Early voting skepticism causes headaches for GOP heading into 2024
Republican leaders are urging their base to take a less skeptical stance on early and mail-in voting after the party suffered significant losses in the midterms through heavily relying on in-person voting on Election Day.
The GOP’s latest message on the matter marks a change in tone for the party, which was heavily influenced by former President Trump stoking skepticism about early and mail-in voting in 2020. Trump’s message played a role in costing Republicans the Senate in Georgia in 2020 and also impacted their Senate loss in the state two years later.
However, the party will have work to do to convince its base to accept the voting practices. According to a study from Pew Research conducted last year, 62 percent of Republicans said voters should only be allowed to vote early or absentee if they have a documented reason.
A number of prominent Republicans have spoken out about the party’s pitfalls when it comes to early voting, including Republican National Committee Chairwoman Ronna McDaniel.
“While the RNC invested millions of dollars in trying to persuade voters to vote early, our ecosystem must expand our voter turnout window, change the narrative on early voting, and examine the impact of absentee ballot and early vote chasing in states like Florida and North Carolina, as well as ballot harvesting in California, as a model for the rest of the country,” McDaniel wrote in a Fox News op-ed earlier this month.
Republicans have pointed to their losses in Pennsylvania, Arizona, Georgia and Nevada, the four most competitive Senate races of the cycle, as evidence that they need to revamp their early vote strategy.
Georgia saw record early vote numbers in its Senate runoff earlier this month. According to state elections data, more than 1.8 million voted early in person or absentee.
Republican strategist Ford O’Connell called for Republicans to embrace an “urban election strategy,” in an effort to appeal to voters in metropolitan areas that often make up the majority of a state’s population. Pennsylvania, Arizona, Georgia and Nevada are all home to population centers that Democrats heavily targeted this past election cycle.
“We have to start fighting and playing the game the way Democrats do,” O’Connell said in an interview with The Hill. “The Republicans are going to be hard-pressed to win the White House in 2024 if they don’t pick up Georgia and Arizona.”

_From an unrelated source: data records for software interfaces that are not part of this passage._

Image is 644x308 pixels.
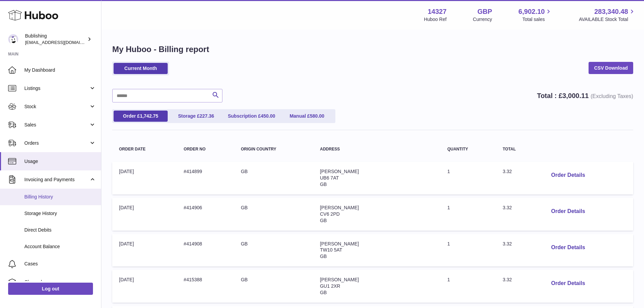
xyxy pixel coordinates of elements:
[177,198,234,231] td: #414906
[8,34,18,45] img: internalAdmin-14327@internal.huboo.com
[112,198,177,231] td: [DATE]
[313,141,440,158] th: Address
[280,110,334,122] a: Manual £580.00
[502,277,512,282] span: 3.32
[594,7,628,16] span: 283,340.48
[522,16,552,23] span: Total sales
[546,204,590,218] button: Order Details
[177,162,234,194] td: #414899
[24,158,96,165] span: Usage
[261,114,275,119] span: 450.00
[319,205,358,211] span: [PERSON_NAME]
[310,114,325,119] span: 580.00
[519,7,545,16] span: 6,902.10
[319,175,339,181] span: UB6 7AT
[112,162,177,194] td: [DATE]
[519,7,553,23] a: 6,902.10 Total sales
[502,205,512,211] span: 3.32
[546,169,590,183] button: Order Details
[224,110,279,122] a: Subscription £450.00
[579,16,636,23] span: AVAILABLE Stock Total
[24,279,96,285] span: Channels
[319,182,326,187] span: GB
[423,16,447,23] div: Huboo Ref
[24,211,96,217] span: Storage History
[234,198,313,231] td: GB
[319,247,342,253] span: TW10 5AT
[24,177,89,183] span: Invoicing and Payments
[113,110,168,122] a: Order £1,742.75
[112,44,633,55] h1: My Huboo - Billing report
[140,114,158,119] span: 1,742.75
[24,194,96,200] span: Billing History
[24,122,89,128] span: Sales
[24,243,96,250] span: Account Balance
[502,242,512,247] span: 3.32
[579,7,636,23] a: 283,340.48 AVAILABLE Stock Total
[24,227,96,233] span: Direct Debits
[537,92,633,100] strong: Total : £
[177,141,234,158] th: Order no
[546,241,590,255] button: Order Details
[8,283,93,295] a: Log out
[234,141,313,158] th: Origin Country
[496,141,539,158] th: Total
[25,40,100,45] span: [EMAIL_ADDRESS][DOMAIN_NAME]
[24,140,89,147] span: Orders
[563,92,589,100] span: 3,000.11
[199,114,214,119] span: 227.36
[477,7,492,16] strong: GBP
[234,270,313,303] td: GB
[473,16,492,23] div: Currency
[169,110,223,122] a: Storage £227.36
[319,290,326,295] span: GB
[319,254,326,259] span: GB
[440,198,496,231] td: 1
[234,234,313,267] td: GB
[112,234,177,267] td: [DATE]
[113,63,168,74] a: Current Month
[319,242,358,247] span: [PERSON_NAME]
[440,234,496,267] td: 1
[440,141,496,158] th: Quantity
[177,234,234,267] td: #414908
[319,169,358,174] span: [PERSON_NAME]
[25,33,86,46] div: Bublishing
[427,7,447,16] strong: 14327
[234,162,313,194] td: GB
[440,162,496,194] td: 1
[112,141,177,158] th: Order Date
[319,218,326,223] span: GB
[319,277,358,282] span: [PERSON_NAME]
[319,284,340,289] span: GU1 2XR
[177,270,234,303] td: #415388
[546,277,590,290] button: Order Details
[440,270,496,303] td: 1
[502,169,512,174] span: 3.32
[24,261,96,267] span: Cases
[112,270,177,303] td: [DATE]
[590,93,633,99] span: (Excluding Taxes)
[588,62,633,74] a: CSV Download
[24,85,89,92] span: Listings
[24,104,89,110] span: Stock
[24,67,96,73] span: My Dashboard
[319,211,340,217] span: CV6 2PD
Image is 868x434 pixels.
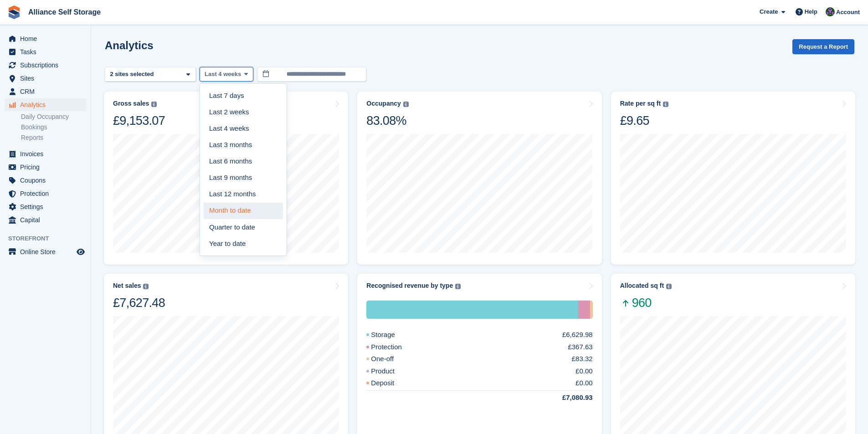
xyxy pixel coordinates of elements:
img: icon-info-grey-7440780725fd019a000dd9b08b2336e03edf1995a4989e88bcd33f0948082b44.svg [455,283,461,289]
div: £367.63 [567,342,592,352]
div: £9.65 [620,113,668,129]
div: Keywords by Traffic [102,54,151,60]
a: Month to date [204,203,283,219]
span: Account [835,8,859,17]
div: Net sales [113,282,141,290]
div: Domain Overview [36,54,82,60]
div: Occupancy [366,100,400,108]
div: Product [366,366,417,376]
div: £0.00 [575,366,592,376]
button: Last 4 weeks [200,67,253,82]
a: Last 4 weeks [204,120,283,136]
img: stora-icon-8386f47178a22dfd0bd8f6a31ec36ba5ce8667c1dd55bd0f319d3a0aa187defe.svg [8,6,21,19]
a: menu [5,45,86,59]
div: One-off [590,301,592,319]
a: Bookings [21,123,86,132]
div: Storage [366,329,417,340]
div: Protection [578,301,590,319]
a: menu [5,213,86,227]
a: menu [5,160,86,174]
a: Alliance Self Storage [25,5,105,19]
img: tab_keywords_by_traffic_grey.svg [92,53,99,60]
h2: Analytics [105,39,154,52]
span: Help [805,8,817,16]
div: Gross sales [113,100,149,108]
a: Last 6 months [204,153,283,169]
a: Quarter to date [204,219,283,235]
div: £9,153.07 [113,113,165,129]
a: menu [5,72,86,84]
img: logo_orange.svg [14,14,22,22]
div: 2 sites selected [108,70,157,79]
span: Coupons [20,174,75,186]
a: menu [5,59,86,71]
div: £7,080.93 [541,393,592,403]
div: £7,627.48 [113,295,165,310]
a: menu [5,174,86,186]
div: Storage [366,301,578,319]
a: menu [5,85,86,98]
span: CRM [20,85,75,98]
a: Last 12 months [204,186,283,203]
img: Romilly Norton [825,8,834,16]
a: Preview store [75,247,86,257]
span: Online Store [20,246,75,258]
a: Daily Occupancy [21,112,86,121]
a: Last 7 days [204,87,283,104]
img: icon-info-grey-7440780725fd019a000dd9b08b2336e03edf1995a4989e88bcd33f0948082b44.svg [665,283,671,289]
span: 960 [620,295,671,310]
div: Protection [366,342,423,352]
a: Year to date [204,235,283,252]
a: Reports [21,133,86,142]
div: £6,629.98 [562,329,592,340]
span: Subscriptions [20,59,75,71]
img: icon-info-grey-7440780725fd019a000dd9b08b2336e03edf1995a4989e88bcd33f0948082b44.svg [151,102,157,107]
a: Last 2 weeks [204,104,283,120]
span: Tasks [20,45,75,59]
a: menu [5,246,86,258]
a: menu [5,98,86,111]
a: menu [5,33,86,45]
div: £0.00 [575,378,592,389]
img: icon-info-grey-7440780725fd019a000dd9b08b2336e03edf1995a4989e88bcd33f0948082b44.svg [403,102,408,107]
div: One-off [366,354,416,364]
div: Recognised revenue by type [366,282,452,290]
div: 83.08% [366,113,408,129]
a: menu [5,201,86,213]
a: Last 3 months [204,136,283,153]
div: Rate per sq ft [620,100,661,108]
img: tab_domain_overview_orange.svg [27,53,34,60]
div: Allocated sq ft [620,282,663,290]
span: Storefront [9,234,90,243]
a: menu [5,148,86,160]
span: Invoices [20,148,75,160]
div: Deposit [366,378,416,389]
span: Home [20,33,75,45]
a: menu [5,187,86,200]
span: Pricing [20,160,75,174]
button: Request a Report [792,39,854,54]
div: Domain: [DOMAIN_NAME] [24,24,100,31]
div: £83.32 [571,354,592,364]
img: website_grey.svg [14,24,22,31]
img: icon-info-grey-7440780725fd019a000dd9b08b2336e03edf1995a4989e88bcd33f0948082b44.svg [663,102,668,107]
span: Create [760,8,778,16]
a: Last 9 months [204,169,283,186]
span: Capital [20,213,75,227]
span: Sites [20,72,75,84]
span: Last 4 weeks [205,70,241,79]
div: v 4.0.25 [26,14,44,22]
img: icon-info-grey-7440780725fd019a000dd9b08b2336e03edf1995a4989e88bcd33f0948082b44.svg [143,283,149,289]
span: Protection [20,187,75,200]
span: Settings [20,201,75,213]
span: Analytics [20,98,75,111]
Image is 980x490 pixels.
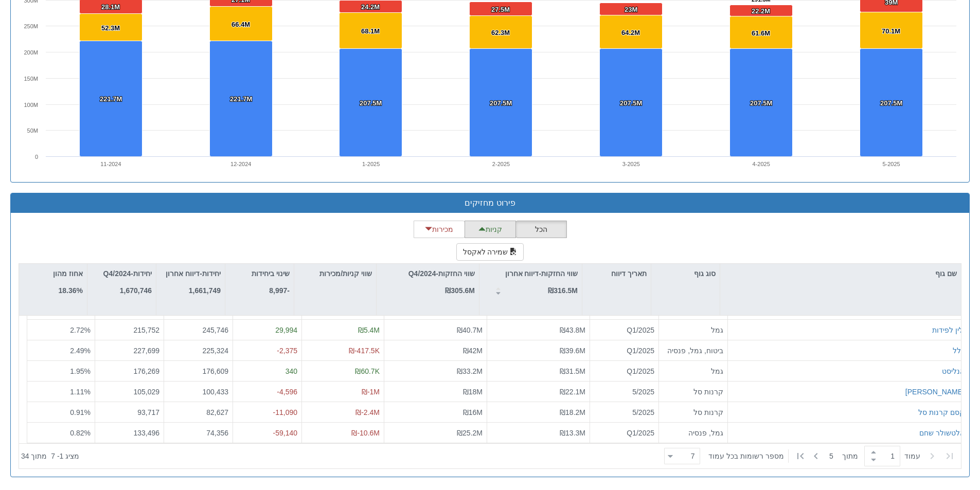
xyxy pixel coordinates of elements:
span: ₪18M [463,388,482,396]
div: 133,496 [100,428,159,438]
div: 2.72 % [32,325,90,335]
div: 2.49 % [32,346,90,356]
div: כלל [953,346,965,356]
tspan: 52.3M [101,24,120,32]
button: שמירה לאקסל [456,243,525,261]
text: 100M [24,102,38,108]
text: 3-2025 [623,161,640,167]
div: 176,609 [168,366,229,376]
text: 2-2025 [492,161,510,167]
button: [PERSON_NAME] [906,387,965,397]
div: אלטשולר שחם [919,428,965,438]
strong: ₪305.6M [445,286,475,294]
div: ‏ מתוך [660,445,959,468]
h3: פירוט מחזיקים [18,198,962,207]
button: אנליסט [942,366,965,376]
div: -11,090 [237,407,297,418]
div: 1.95 % [32,366,90,376]
tspan: 23M [625,6,637,13]
tspan: 221.7M [230,95,252,103]
div: גמל, פנסיה [663,428,724,438]
div: 29,994 [237,325,297,335]
div: 176,269 [100,366,159,376]
div: -2,375 [237,346,297,356]
div: קרנות סל [663,387,724,397]
div: 0.82 % [32,428,90,438]
div: שווי קניות/מכירות [295,264,376,283]
div: 245,746 [168,325,229,335]
tspan: 28.1M [101,3,120,11]
div: תאריך דיווח [583,264,651,283]
strong: 18.36% [59,286,83,294]
strong: -8,997 [269,286,290,294]
div: ‏מציג 1 - 7 ‏ מתוך 34 [21,445,79,468]
span: 5 [830,451,842,461]
span: ₪13.3M [560,429,585,437]
div: 215,752 [100,325,159,335]
tspan: 66.4M [231,20,250,28]
tspan: 207.5M [620,99,642,107]
p: אחוז מהון [53,268,83,279]
div: 227,699 [100,346,159,356]
div: שם גוף [720,264,961,283]
tspan: 207.5M [490,99,512,107]
text: 11-2024 [100,161,121,167]
div: 340 [237,366,297,376]
text: 12-2024 [231,161,251,167]
div: 225,324 [168,346,229,356]
tspan: 68.1M [361,27,380,35]
button: ילין לפידות [933,325,965,335]
span: ₪60.7K [355,367,380,375]
tspan: 22.2M [752,7,770,15]
button: קניות [465,221,516,238]
span: ₪25.2M [457,429,482,437]
div: 5/2025 [594,407,654,418]
tspan: 221.7M [100,95,122,103]
tspan: 27.5M [492,6,510,13]
strong: ₪316.5M [548,286,578,294]
button: קסם קרנות סל [919,407,965,418]
span: ₪-417.5K [349,346,380,355]
span: ‏עמוד [905,451,921,461]
text: 200M [24,49,38,55]
strong: 1,670,746 [120,286,152,294]
div: Q1/2025 [594,346,654,356]
div: ביטוח, גמל, פנסיה [663,346,724,356]
text: 4-2025 [753,161,770,167]
tspan: 70.1M [882,27,900,35]
span: ₪16M [463,408,482,416]
button: הכל [515,221,567,238]
span: ₪-10.6M [351,429,380,437]
div: גמל [663,366,724,376]
text: 5-2025 [882,161,900,167]
p: שינוי ביחידות [252,268,290,279]
div: 100,433 [168,387,229,397]
div: -4,596 [237,387,297,397]
tspan: 62.3M [492,29,510,36]
div: 74,356 [168,428,229,438]
span: ₪-2.4M [355,408,380,416]
text: 1-2025 [362,161,380,167]
text: 0 [35,153,38,160]
div: גמל [663,325,724,335]
p: יחידות-דיווח אחרון [165,268,221,279]
span: ₪5.4M [358,326,380,334]
tspan: 207.5M [750,99,772,107]
div: 1.11 % [32,387,90,397]
tspan: 64.2M [621,29,640,36]
span: ₪33.2M [457,367,482,375]
div: Q1/2025 [594,325,654,335]
span: ₪31.5M [560,367,585,375]
div: 0.91 % [32,407,90,418]
span: ‏מספר רשומות בכל עמוד [708,451,784,461]
div: Q1/2025 [594,428,654,438]
span: ₪42M [463,346,482,355]
text: 250M [24,23,38,30]
span: ₪-1M [362,388,380,396]
div: קרנות סל [663,407,724,418]
div: Q1/2025 [594,366,654,376]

“In a lot of ways, someone could argue that Georgia and Arizona for Republicans are the new Florida and Ohio,” he added, referencing the states’ must-win status.
In her Fox News op-ed, McDaniel argued that an early vote strategy stands to benefit Republicans with turnout in rural areas as well.
“Our party must also address the lack of early vote days for rural Americans and work to ensure that we are adequately chasing ballots, whether early, by mail, or on election day,” McDaniel wrote.
But this likely won’t be an easy task for the party, given GOP voters’ skepticism over the process that was exacerbated by Trump — who has voted by mail himself — over the 2020 elections.
“It is going to take time and some hard lessons until we get back to where we were,” said Brian Seitchik, an Arizona-based GOP strategist and Trump campaign alum. “I don’t think there’s a secret sauce of messaging on this. I think we’re just going to have to do this the old-fashioned way, and that’s door-to-door.”
Republicans acknowledge that the effort to get their base to trust early and absentee voting again will likely take multiple election cycles.
“It starts with a structure and the RNC and state parties realizing that they have to do better with this, and that is happening,” said former RNC spokesman Doug Heye. “Now that has to happen in 50 states; it can’t just happen in three.”
However, there are still efforts in Arizona in which GOP figures, including Republican gubernatorial candidate Kari Lake, are challenging the election results, citing allegations like the claim that many mail ballots with mismatched signatures were tabulated anyway.
“That’s the problem and that’s why it takes 50 states,” Heye said. “If Arizona continues down this road, well, that affects potential Senate races, as it did this time, and House races and gubernatorial candidates.”
“That has an impact on that state and that has an impact nationally, “ he added.
Other Republicans argued that a greater reliance on early voting would ease stresses about potential Election Day issues, including tabulator malfunctions.
“If you bank votes early, you don’t have to worry about tabulator malfunctions and people waiting in long lines on Election Day,” O’Connell said. “There are a lot of ways that we can gripe about the rules but the fact of the matter is until the rules are changed, these are the rules we have.”